The Collapse of Meaning in McCarthy’s The Road: A Post-Modern Critique
DOI:
https://doi.org/10.35484/ahss.2025(6-II)04Keywords:
Meaninglessness, Fragmentation, Capitalism, Post-Apocalypse, HopeAbstract
This study analyzes Cormac McCarthy’s The Road (2022) from the Postmodernist-Marxist theoretical framework of Fredric Jameson, which he cited in his book Postmodernism, or The Cultural Logic of Late Capitalism (1991), and aims to uncover how the characters, dialogues, and incidents reflect meaninglessness, fragmentation, and superficiality. Moreover, this study critically examines how capitalism shapes the economic world and prophesizes how it could lead humans to self-destruction. The Road (2022) is a narrative about two characters, ‘the boy’ and ‘the man,’ trying to construct the meaning of their identities and surroundings while trying to survive in a post-apocalyptic world. This post-modern critique traces these phenomena in the narrative through close reading and thematic analysis. The present study concludes that the erosion of meaning and identity foreshadows the disastrous effects of late capitalism and suggests that readers reflect on their cultural and environmental practices in a deeper insight and consider the hazardous effects of late capitalism.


**AIM OF THE TASK:** Write only the number of lines in the entries below that contain the string "Image".

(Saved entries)
[Start of Attachment]
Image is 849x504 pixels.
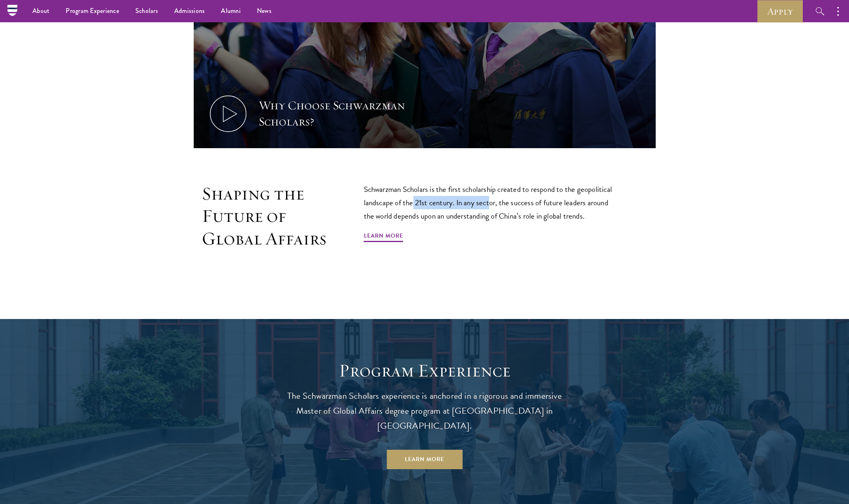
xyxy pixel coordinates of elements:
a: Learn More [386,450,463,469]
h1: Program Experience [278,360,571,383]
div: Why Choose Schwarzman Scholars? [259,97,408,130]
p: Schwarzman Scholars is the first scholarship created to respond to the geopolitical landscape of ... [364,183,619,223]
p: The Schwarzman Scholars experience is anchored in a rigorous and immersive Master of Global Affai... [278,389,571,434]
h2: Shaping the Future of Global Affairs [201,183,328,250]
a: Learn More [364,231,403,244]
[End of Attachment]
[Start of Attachment]
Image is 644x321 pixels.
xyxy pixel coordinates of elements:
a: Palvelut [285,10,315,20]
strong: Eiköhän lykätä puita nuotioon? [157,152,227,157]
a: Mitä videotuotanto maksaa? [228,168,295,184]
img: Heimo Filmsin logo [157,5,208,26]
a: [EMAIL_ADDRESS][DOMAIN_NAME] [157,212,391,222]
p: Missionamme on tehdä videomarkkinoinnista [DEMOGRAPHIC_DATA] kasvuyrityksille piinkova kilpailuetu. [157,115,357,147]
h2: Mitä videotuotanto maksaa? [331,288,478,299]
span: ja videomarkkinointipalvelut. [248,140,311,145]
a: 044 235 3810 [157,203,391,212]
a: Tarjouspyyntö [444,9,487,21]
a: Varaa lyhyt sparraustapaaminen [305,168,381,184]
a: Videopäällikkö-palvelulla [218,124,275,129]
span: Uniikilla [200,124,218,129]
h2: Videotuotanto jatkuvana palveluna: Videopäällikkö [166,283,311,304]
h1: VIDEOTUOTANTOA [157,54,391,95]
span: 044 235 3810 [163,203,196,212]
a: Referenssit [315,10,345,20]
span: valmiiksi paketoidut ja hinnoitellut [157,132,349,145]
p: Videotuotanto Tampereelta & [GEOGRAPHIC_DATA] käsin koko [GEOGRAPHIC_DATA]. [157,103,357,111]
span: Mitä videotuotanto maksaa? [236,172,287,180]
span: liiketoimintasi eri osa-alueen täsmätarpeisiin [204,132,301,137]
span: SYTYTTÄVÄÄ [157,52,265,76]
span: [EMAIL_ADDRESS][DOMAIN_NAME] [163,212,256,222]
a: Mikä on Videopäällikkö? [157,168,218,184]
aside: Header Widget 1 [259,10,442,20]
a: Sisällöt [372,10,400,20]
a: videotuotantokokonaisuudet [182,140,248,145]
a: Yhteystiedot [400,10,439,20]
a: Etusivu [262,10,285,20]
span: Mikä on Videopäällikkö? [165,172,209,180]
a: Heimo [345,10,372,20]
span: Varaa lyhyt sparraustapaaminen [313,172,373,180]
[End of Attachment]
[Start of Attachment]
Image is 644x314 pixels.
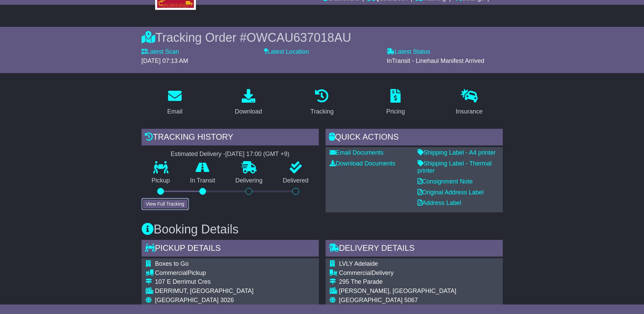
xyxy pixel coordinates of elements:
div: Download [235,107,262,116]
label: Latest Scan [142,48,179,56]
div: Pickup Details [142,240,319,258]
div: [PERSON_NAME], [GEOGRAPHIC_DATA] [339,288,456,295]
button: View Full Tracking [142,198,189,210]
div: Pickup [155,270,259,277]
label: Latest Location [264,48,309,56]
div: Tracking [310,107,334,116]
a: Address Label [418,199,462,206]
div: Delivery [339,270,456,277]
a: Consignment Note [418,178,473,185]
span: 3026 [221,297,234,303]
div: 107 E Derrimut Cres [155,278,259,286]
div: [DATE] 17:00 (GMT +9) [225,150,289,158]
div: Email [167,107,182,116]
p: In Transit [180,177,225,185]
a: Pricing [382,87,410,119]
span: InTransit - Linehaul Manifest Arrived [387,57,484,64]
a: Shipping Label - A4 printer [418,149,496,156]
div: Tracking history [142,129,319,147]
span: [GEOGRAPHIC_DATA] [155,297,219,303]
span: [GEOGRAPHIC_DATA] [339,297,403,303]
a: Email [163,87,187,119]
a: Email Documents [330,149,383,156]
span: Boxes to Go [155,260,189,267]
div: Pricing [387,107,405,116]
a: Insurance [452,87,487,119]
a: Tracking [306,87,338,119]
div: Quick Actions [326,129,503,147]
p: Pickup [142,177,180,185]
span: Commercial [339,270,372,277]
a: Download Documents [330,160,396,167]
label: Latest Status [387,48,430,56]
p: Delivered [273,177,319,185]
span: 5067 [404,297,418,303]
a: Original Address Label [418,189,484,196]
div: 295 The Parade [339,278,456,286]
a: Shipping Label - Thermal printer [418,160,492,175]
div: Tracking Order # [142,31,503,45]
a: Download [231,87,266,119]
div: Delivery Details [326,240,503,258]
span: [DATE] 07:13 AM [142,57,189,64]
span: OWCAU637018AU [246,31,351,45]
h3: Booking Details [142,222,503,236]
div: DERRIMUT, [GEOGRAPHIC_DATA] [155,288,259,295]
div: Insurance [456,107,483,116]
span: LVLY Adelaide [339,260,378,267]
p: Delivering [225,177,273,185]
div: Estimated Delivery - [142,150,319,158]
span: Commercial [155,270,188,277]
[End of Attachment]
**RESULT FOR THIS TASK:** 3